[Task data — start]

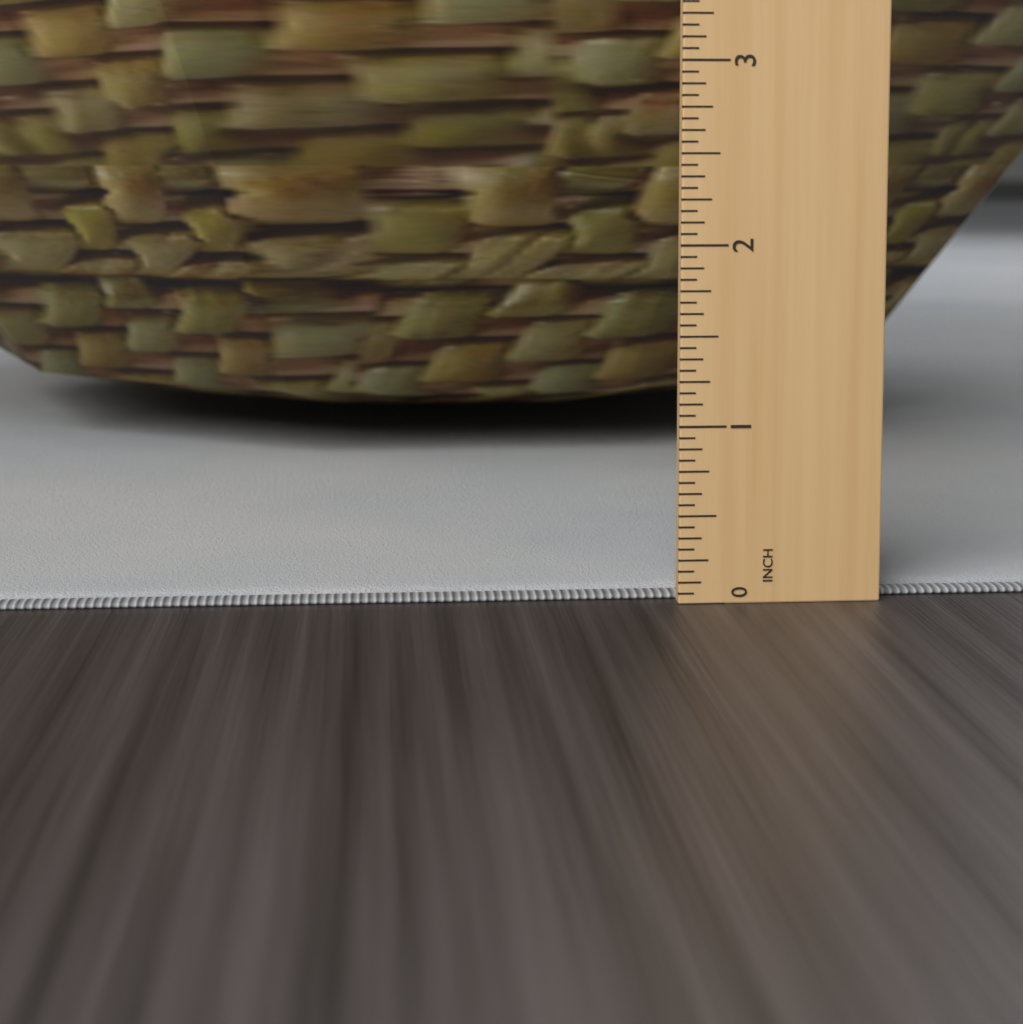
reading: 0.0625 in
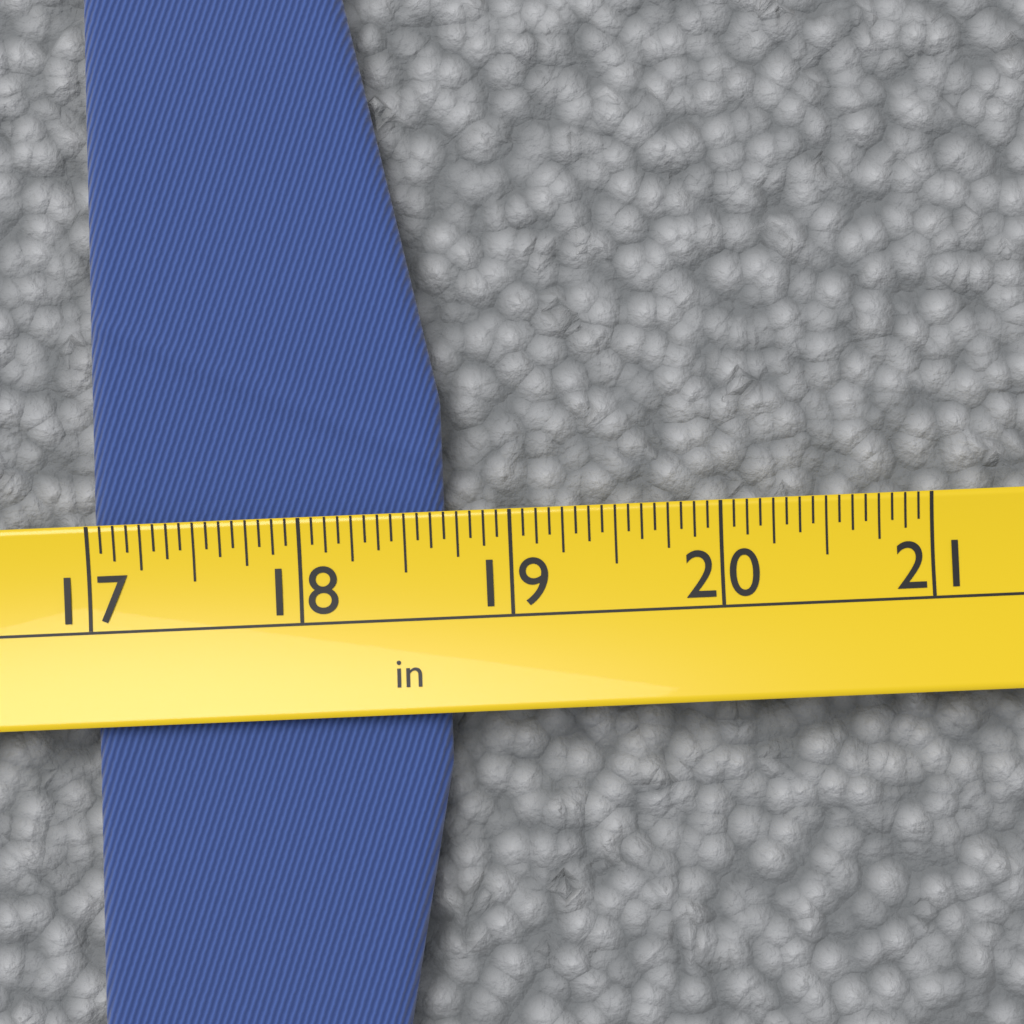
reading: 18.6875 in
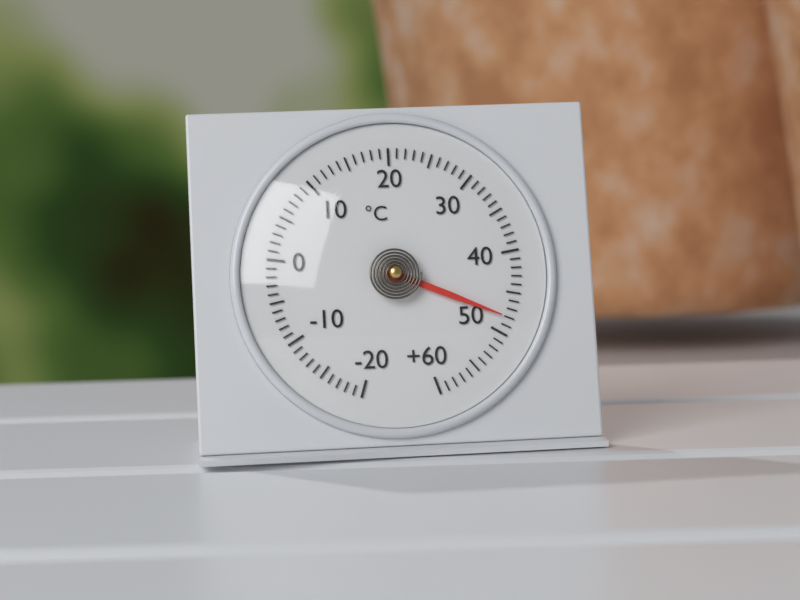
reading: 48 °C
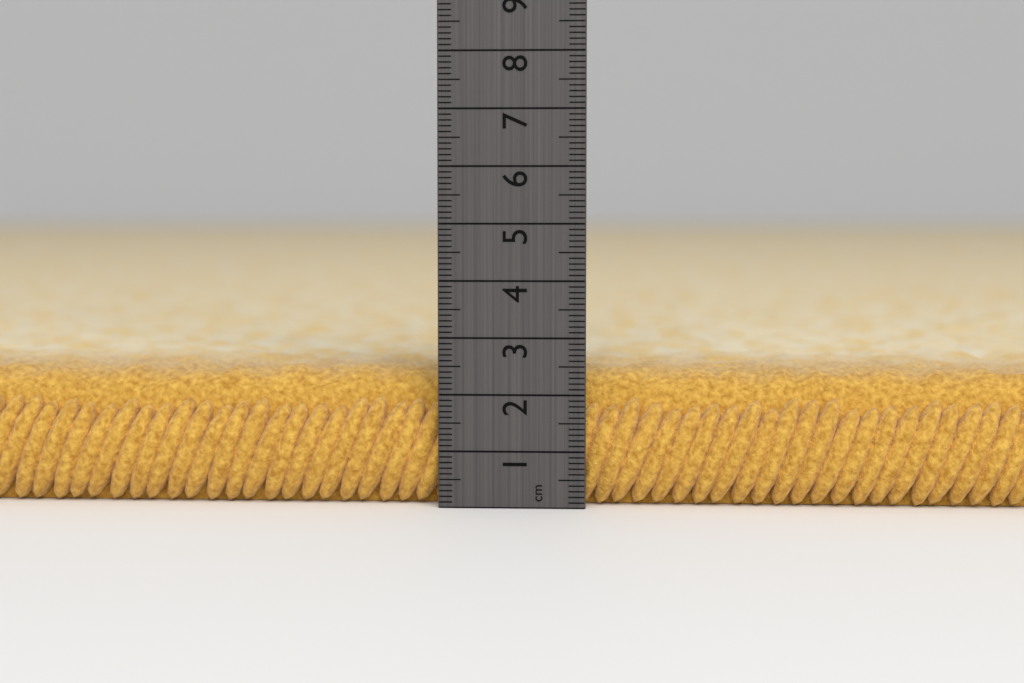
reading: 2.4 cm
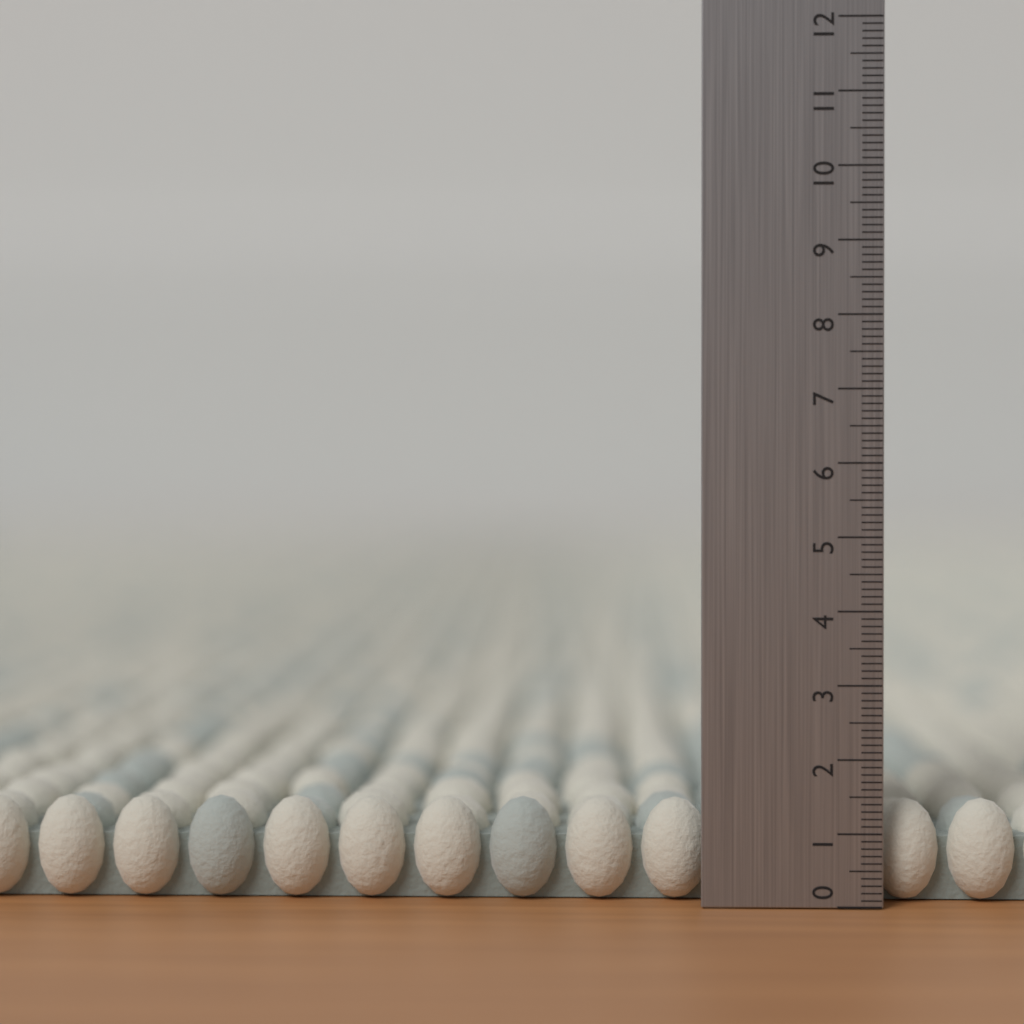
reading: 1.4 (no unit)
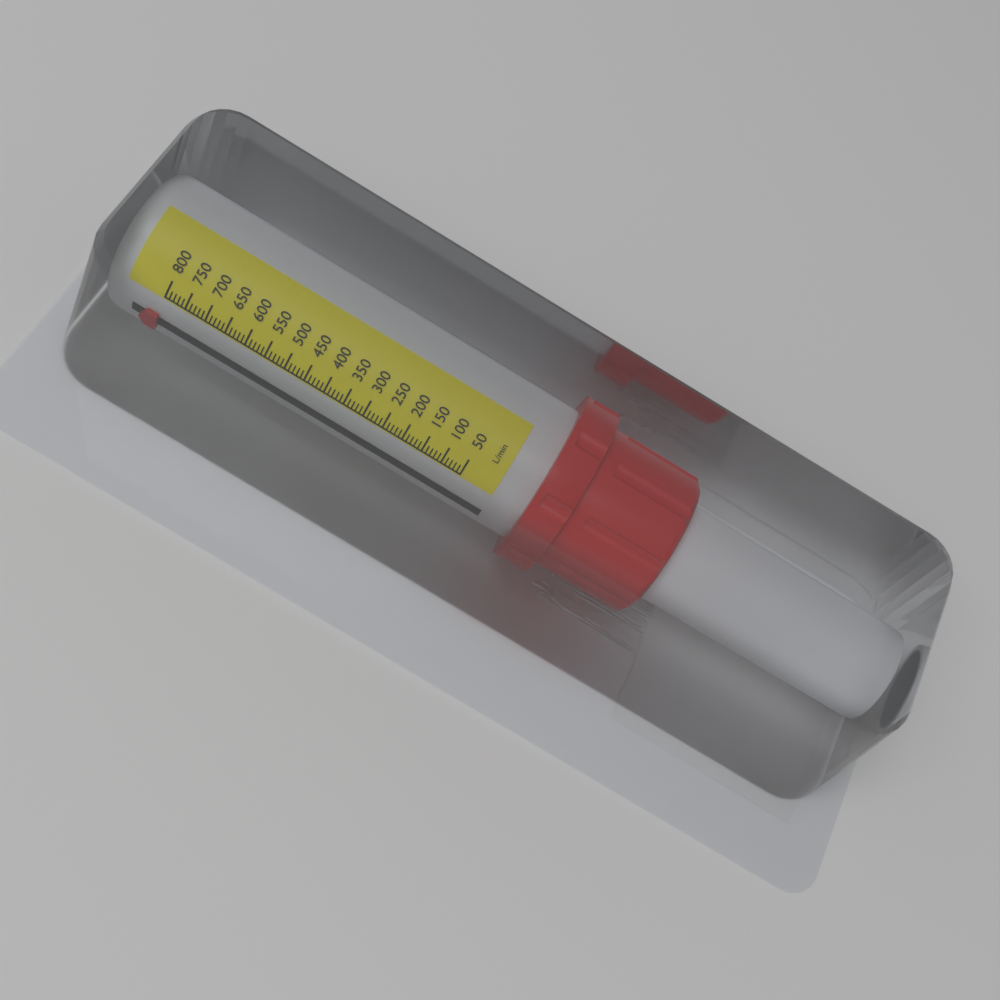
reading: 800 L/min
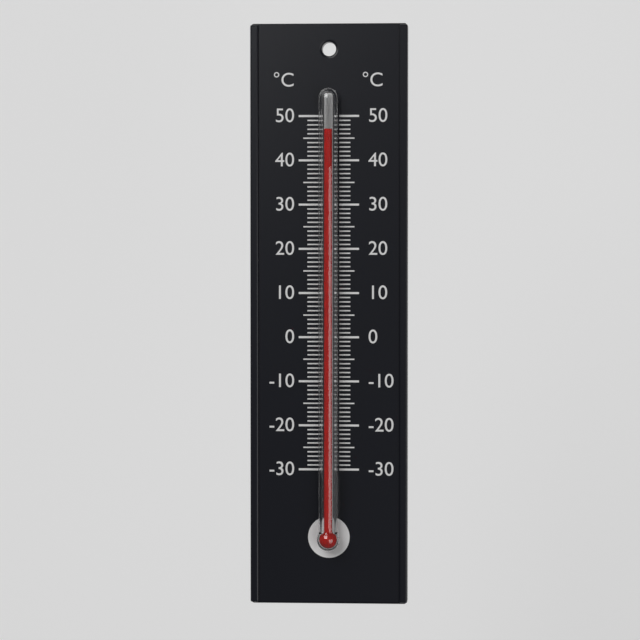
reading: 47 °C
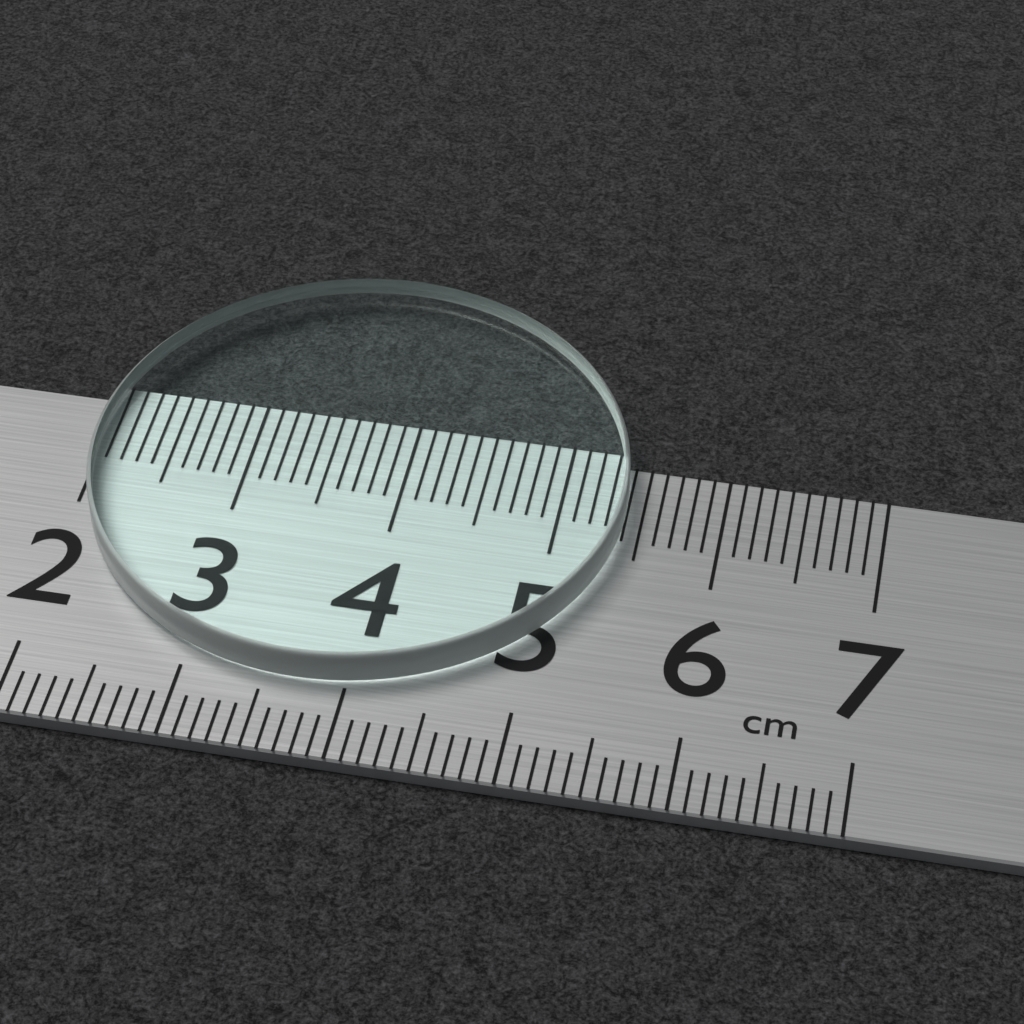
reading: 5.4 cm
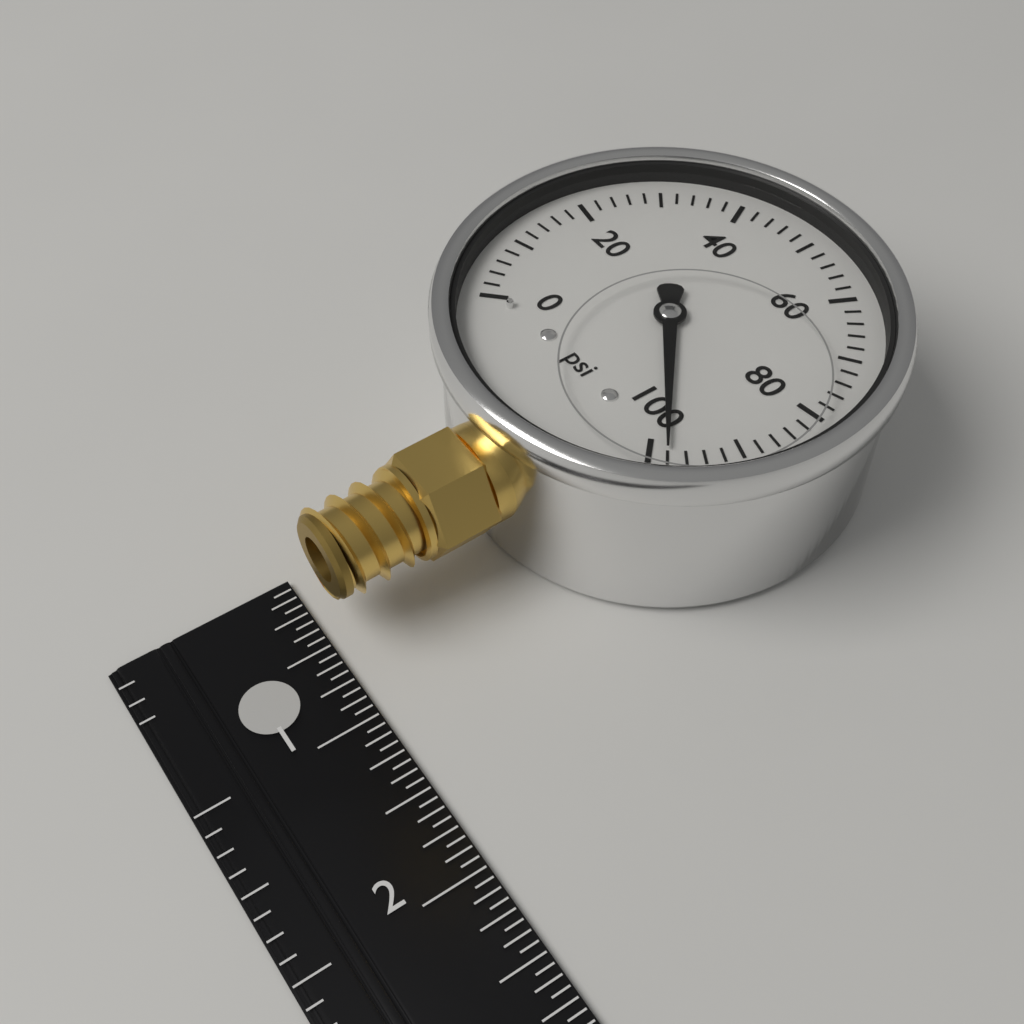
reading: 98 psi
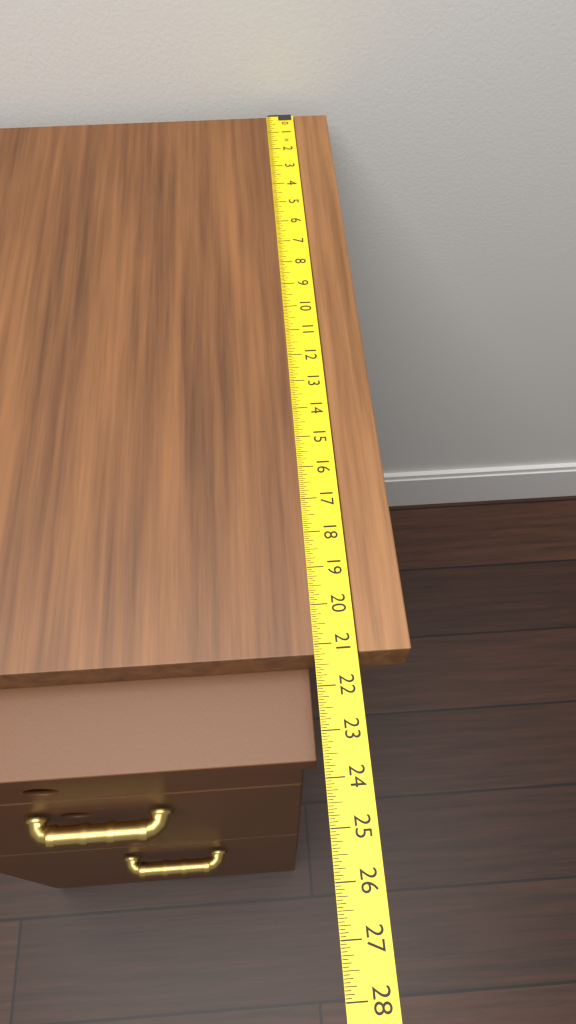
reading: 21.2500 in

[Task data — finish]

**Work instruction**.
Exact transcription of the full listing above is required; images do not belong in it.

**Task solution**.
reading: 0.0625 in
reading: 18.6875 in
reading: 48 °C
reading: 2.4 cm
reading: 1.4 (no unit)
reading: 800 L/min
reading: 47 °C
reading: 5.4 cm
reading: 98 psi
reading: 21.2500 in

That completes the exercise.